Aside from gear to protect health care workers and get clinics and hospitals open again, information and education are the biggest needs in Sierra Leone, Barrie said. Communities can be educated most effectively by local health workers who understand customs and languages, and who are trained to keep people healthy. A priority, he said, should be to identify those workers, provide training, and get them into villages.

“I feel like the international community should really put more emphasis on providing the right protective gear for the country and help support … community-based interventions and educate people more,” Barrie said, adding that experimental drugs such as ZMap are of limited large-scale use. “ZMap is great, but we don’t have enough doses in the world, so precaution and protective measures that control the spread are the ideal things to do.”

The session is a way Harvard can help by keeping needed information flowing during the crisis, said Michael VanRooyen (center), director of the Harvard Humanitarian Initiative. VanRooyen was with Gregory Ciottone (left), and Professor Barry Bloom. Kris Snibbe/Harvard Staff Photographer

Barrie, through the Wellbody Alliance, a health clinic he co-founded in Kono District, has already begun working to improve education, particularly as it relates to quarantine. Major obstacles in managing the epidemic include stigma and fear, which partly stem from the harsh quarantine tactics used by the government, enforced by police or soldiers, that sometimes cause people to flee.

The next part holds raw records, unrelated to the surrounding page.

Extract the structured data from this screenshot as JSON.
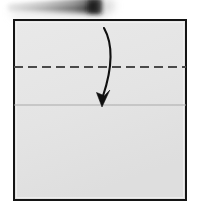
{
  "figure": {
    "title": "Origami fold step diagram",
    "caption": "Square sheet with horizontal valley-fold crease line and downward folding arrow",
    "background_color": "#ffffff",
    "width": 199,
    "height": 209
  },
  "photo_object": {
    "name": "blurred-dark-bar",
    "description": "Out-of-focus dark gray tapered bar at top of frame",
    "color_light": "#b4b4b4",
    "color_mid": "#8a8a8a",
    "color_dark": "#2e2e2e",
    "shadow_color": "#c9c9c9",
    "x_start": 8,
    "x_end": 101,
    "y_top": 0,
    "y_bottom": 14
  },
  "paper": {
    "name": "origami-square",
    "fill_color": "#e4e4e4",
    "border_color": "#141414",
    "border_width": 2,
    "left": 14,
    "top": 20,
    "right": 186,
    "bottom": 200,
    "inner_highlight_color": "#ececec"
  },
  "crease_line": {
    "name": "valley-fold-crease",
    "style": "dashed",
    "color": "#4a4a4a",
    "stroke_width": 2.2,
    "dash_length": 9,
    "gap_length": 5,
    "y": 67,
    "x_start": 14,
    "x_end": 186,
    "label": "Fold line (dashed)"
  },
  "edge_line": {
    "name": "folded-edge-line",
    "style": "solid",
    "color": "#a9a9a9",
    "stroke_width": 1.2,
    "y": 105,
    "x_start": 14,
    "x_end": 186,
    "label": "Paper edge (solid)"
  },
  "fold_arrow": {
    "name": "fold-direction-arrow",
    "color": "#101010",
    "stroke_width": 2.1,
    "direction": "downward-curved",
    "start_x": 104,
    "start_y": 28,
    "end_x": 103,
    "end_y": 96,
    "arrowhead_tip_x": 102,
    "arrowhead_tip_y": 107,
    "arrowhead_width": 11,
    "arrowhead_length": 16,
    "label": "Fold top edge down along dashed line"
  },
  "regions": {
    "upper_band_label": "Upper flap (above crease)",
    "middle_band_label": "Band between crease and edge",
    "lower_band_label": "Lower panel"
  }
}
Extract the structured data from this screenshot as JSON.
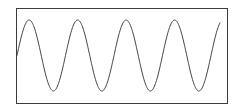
{
  "figure": {
    "title": "",
    "background_color": "#ffffff",
    "width": 242,
    "height": 112
  },
  "frame": {
    "label": "plot-border",
    "x": 16,
    "y": 8,
    "width": 211,
    "height": 95,
    "stroke_color": "#3c3c3c",
    "stroke_width": 1,
    "fill_color": "#ffffff"
  },
  "curve": {
    "label": "sine-wave",
    "stroke_color": "#444444",
    "stroke_width": 1
  },
  "chart_data": {
    "type": "line",
    "title": "",
    "xlabel": "",
    "ylabel": "",
    "grid": false,
    "legend": null,
    "axis_ticks": false,
    "axis_tick_labels": [],
    "xlim": [
      0,
      4.18
    ],
    "ylim": [
      -1,
      1
    ],
    "waveform": {
      "function": "sine",
      "amplitude": 1.0,
      "cycles": 4.18,
      "phase_deg": 0,
      "peaks_x_px": [
        38,
        83,
        133,
        184
      ],
      "peaks_y_px": [
        20,
        20,
        20,
        20
      ],
      "troughs_x_px": [
        60,
        108,
        157,
        207
      ],
      "troughs_y_px": [
        91,
        91,
        91,
        91
      ],
      "midline_y_px": 55.5,
      "period_px": 48.5,
      "amplitude_px": 35.5,
      "start_point_px": [
        17,
        55
      ],
      "end_point_px": [
        220,
        52
      ]
    },
    "series": [
      {
        "name": "sine",
        "x": [
          0,
          0.125,
          0.25,
          0.375,
          0.5,
          0.625,
          0.75,
          0.875,
          1,
          1.125,
          1.25,
          1.375,
          1.5,
          1.625,
          1.75,
          1.875,
          2,
          2.125,
          2.25,
          2.375,
          2.5,
          2.625,
          2.75,
          2.875,
          3,
          3.125,
          3.25,
          3.375,
          3.5,
          3.625,
          3.75,
          3.875,
          4,
          4.09,
          4.18
        ],
        "values": [
          0,
          0.707,
          1,
          0.707,
          0,
          -0.707,
          -1,
          -0.707,
          0,
          0.707,
          1,
          0.707,
          0,
          -0.707,
          -1,
          -0.707,
          0,
          0.707,
          1,
          0.707,
          0,
          -0.707,
          -1,
          -0.707,
          0,
          0.707,
          1,
          0.707,
          0,
          -0.707,
          -1,
          -0.707,
          0,
          0.05,
          0.1
        ]
      }
    ]
  }
}
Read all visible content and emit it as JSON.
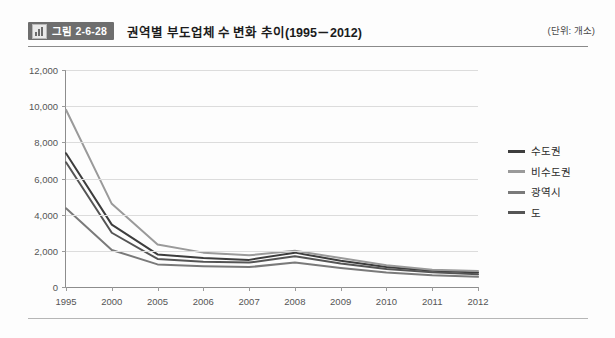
{
  "header": {
    "badge_icon": "bar-chart-icon",
    "badge_label": "그림 2-6-28",
    "title": "권역별 부도업체 수 변화 추이(1995－2012)",
    "unit": "(단위: 개소)"
  },
  "colors": {
    "sudogwon": "#3d3d3d",
    "bisudogwon": "#9a9a9a",
    "gwangyeoksi": "#7a7a7a",
    "do": "#555555",
    "grid": "#dcdcdc",
    "axis": "#8d8d8d",
    "badge_bg": "#6e6e6e"
  },
  "chart_data": {
    "type": "line",
    "title": "권역별 부도업체 수 변화 추이(1995－2012)",
    "xlabel": "",
    "ylabel": "",
    "unit": "개소",
    "categories": [
      "1995",
      "2000",
      "2005",
      "2006",
      "2007",
      "2008",
      "2009",
      "2010",
      "2011",
      "2012"
    ],
    "ylim": [
      0,
      12000
    ],
    "yticks": [
      "0",
      "2,000",
      "4,000",
      "6,000",
      "8,000",
      "10,000",
      "12,000"
    ],
    "ytick_values": [
      0,
      2000,
      4000,
      6000,
      8000,
      10000,
      12000
    ],
    "grid": true,
    "legend_position": "right",
    "series": [
      {
        "name": "수도권",
        "color": "#3d3d3d",
        "values": [
          7400,
          3450,
          1800,
          1600,
          1500,
          1900,
          1450,
          1100,
          900,
          800
        ]
      },
      {
        "name": "비수도권",
        "color": "#9a9a9a",
        "values": [
          9800,
          4600,
          2350,
          1900,
          1750,
          2000,
          1600,
          1200,
          950,
          880
        ]
      },
      {
        "name": "광역시",
        "color": "#7a7a7a",
        "values": [
          4350,
          2050,
          1250,
          1150,
          1100,
          1350,
          1050,
          800,
          650,
          560
        ]
      },
      {
        "name": "도",
        "color": "#555555",
        "values": [
          6900,
          3000,
          1550,
          1400,
          1350,
          1700,
          1300,
          1000,
          820,
          700
        ]
      }
    ]
  },
  "legend": {
    "items": [
      {
        "label": "수도권"
      },
      {
        "label": "비수도권"
      },
      {
        "label": "광역시"
      },
      {
        "label": "도"
      }
    ]
  }
}
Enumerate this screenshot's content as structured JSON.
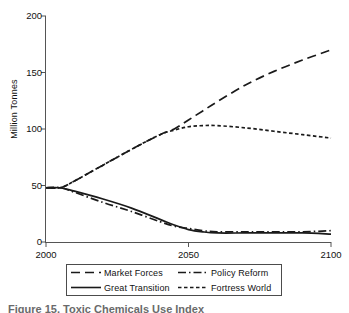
{
  "figure": {
    "caption": "Figure 15.  Toxic Chemicals Use Index",
    "ylabel": "Million Tonnes"
  },
  "chart_data": {
    "type": "line",
    "title": "",
    "xlabel": "",
    "ylabel": "Million Tonnes",
    "xlim": [
      2000,
      2100
    ],
    "ylim": [
      0,
      200
    ],
    "xticks": [
      2000,
      2050,
      2100
    ],
    "yticks": [
      0,
      50,
      100,
      150,
      200
    ],
    "grid": false,
    "legend_position": "below-plot",
    "x": [
      2000,
      2005,
      2010,
      2020,
      2030,
      2040,
      2045,
      2050,
      2055,
      2060,
      2070,
      2080,
      2090,
      2100
    ],
    "series": [
      {
        "name": "Market Forces",
        "style": "dashed",
        "color": "#1a1a1a",
        "values": [
          48,
          48,
          54,
          68,
          82,
          95,
          100,
          108,
          116,
          124,
          139,
          151,
          161,
          170
        ]
      },
      {
        "name": "Policy Reform",
        "style": "dash-dot",
        "color": "#1a1a1a",
        "values": [
          48,
          48,
          44,
          35,
          27,
          18,
          14,
          12,
          10,
          9,
          9,
          9,
          9,
          10
        ]
      },
      {
        "name": "Great Transition",
        "style": "solid",
        "color": "#1a1a1a",
        "values": [
          48,
          48,
          45,
          38,
          30,
          20,
          15,
          11,
          9,
          8,
          8,
          8,
          8,
          7
        ]
      },
      {
        "name": "Fortress World",
        "style": "short-dashed",
        "color": "#1a1a1a",
        "values": [
          48,
          48,
          54,
          68,
          82,
          95,
          99,
          102,
          103,
          103,
          101,
          98,
          95,
          92
        ]
      }
    ]
  },
  "legend": {
    "entries": [
      {
        "label": "Market Forces",
        "style": "dashed"
      },
      {
        "label": "Policy Reform",
        "style": "dash-dot"
      },
      {
        "label": "Great Transition",
        "style": "solid"
      },
      {
        "label": "Fortress World",
        "style": "short-dashed"
      }
    ]
  }
}
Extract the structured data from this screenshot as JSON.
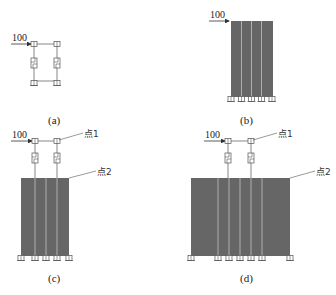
{
  "figure": {
    "colors": {
      "wall_fill": "#666666",
      "wall_stripe": "#b8b8b8",
      "line": "#555555",
      "text": "#222222",
      "background": "#ffffff"
    },
    "panels": [
      {
        "id": "a",
        "caption": "(a)",
        "load_label": "100",
        "point1_label": null,
        "point2_label": null,
        "description": "Two-column frame with dampers, no wall"
      },
      {
        "id": "b",
        "caption": "(b)",
        "load_label": "100",
        "point1_label": null,
        "point2_label": null,
        "description": "Shear wall only, 4 strips, 5 supports"
      },
      {
        "id": "c",
        "caption": "(c)",
        "load_label": "100",
        "point1_label": "点1",
        "point2_label": "点2",
        "description": "Frame with dampers above narrow wall, 4 strips, 5 supports"
      },
      {
        "id": "d",
        "caption": "(d)",
        "load_label": "100",
        "point1_label": "点1",
        "point2_label": "点2",
        "description": "Frame with dampers above wide wall, 6 strips, 7 supports"
      }
    ]
  }
}
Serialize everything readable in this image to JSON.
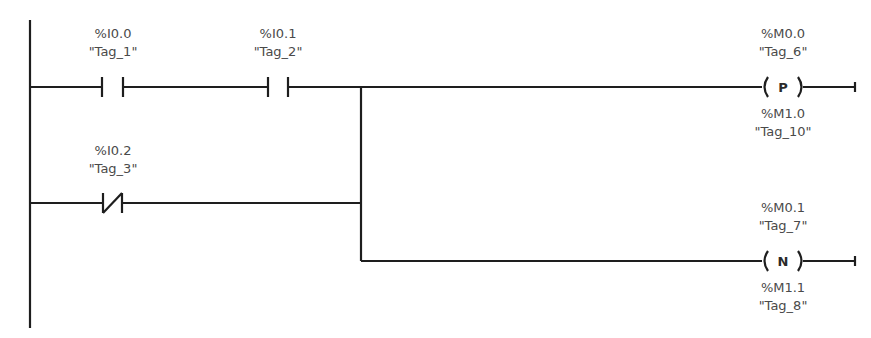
{
  "diagram": {
    "type": "ladder-logic",
    "contacts": [
      {
        "address": "%I0.0",
        "tag": "\"Tag_1\"",
        "kind": "normally-open"
      },
      {
        "address": "%I0.1",
        "tag": "\"Tag_2\"",
        "kind": "normally-open"
      },
      {
        "address": "%I0.2",
        "tag": "\"Tag_3\"",
        "kind": "normally-closed"
      }
    ],
    "coils": [
      {
        "address": "%M0.0",
        "tag": "\"Tag_6\"",
        "letter": "P",
        "edge_address": "%M1.0",
        "edge_tag": "\"Tag_10\"",
        "kind": "positive-edge"
      },
      {
        "address": "%M0.1",
        "tag": "\"Tag_7\"",
        "letter": "N",
        "edge_address": "%M1.1",
        "edge_tag": "\"Tag_8\"",
        "kind": "negative-edge"
      }
    ]
  }
}
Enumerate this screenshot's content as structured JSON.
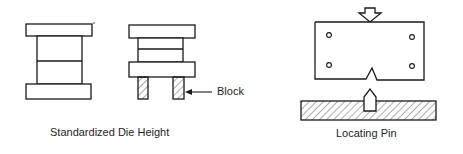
{
  "figures": [
    {
      "id": "standardized-die-height",
      "caption": "Standardized Die Height",
      "callout": "Block"
    },
    {
      "id": "locating-pin",
      "caption": "Locating Pin"
    }
  ],
  "colors": {
    "stroke": "#1a1a1a",
    "background": "#ffffff"
  }
}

Kono District’s first Ebola case was identified on July 29. A woman who had traveled to parts of the country where the virus is widespread became ill with fever and joint pain and went to a local clinic, Barrie said. On seeing the symptoms and the woman’s travel history, clinicians called the police, which caused her to run away. She died a week later. Afterward, her sister, husband, and son developed symptoms. They went to a government hospital, and when physicians decided to quarantine them, the husband and son ran away, crossing the border to Guinea, Barrie said.

Public health officials traced the woman’s contacts and decided to quarantine 36 people in two houses. Police showed up at 2 a.m. and announced that nobody could leave. Nonetheless, Barrie said, a handful fled.

At this point, Barrie said, the Wellbody Alliance sent in trained community health workers to explain what quarantine is, why it is needed, and how long it should last. After talking to the health workers, Barrie said, people stayed in the houses for the quarantine period. Two developed suspect symptoms, were tested, and the results came back negative. That type of approach should be replicated, Barrie said, even for the broader district-level quarantines, in which police and the military have blocked entry points to infected areas, although a number of people have escaped.

Barrie spoke by phone from Senegal, where he is spending a few days before continuing on to Cambridge to resume his studies, accompanied by his wife and three children. Barrie’s thoughts, though, remain on Sierra Leone and the Ebola epidemic, which may be a focus for his thesis research.

Scheduled to graduate in June 2015 with a master’s of medical sciences, his original thesis research was sidetracked by the epidemic. Last year, the first of his two-year fellowship, he began working on a project to improve the treatment of tuberculosis by creating a mentoring program to improve the effectiveness of health worker training. When he returned to Sierra Leone last spring, it quickly became clear that the disarray in the health care system and the closing of clinics due to Ebola made his TB work impossible.

He is considering developing a training program for community health workers that would let them educate the local people about Ebola, with particular emphasis on safe ways for family members to help the sick, since they are often the primary caregivers of Ebola patients and are most susceptible to infection.

That training, and the community education it fosters, can help people manage the fear that is widespread now.

“Initially there was a huge level of denial from the general populace,” Barrie said. “But now that is changing. People have started believing that Ebola is real … But I think they are still scared. People are scared to go to hospitals.”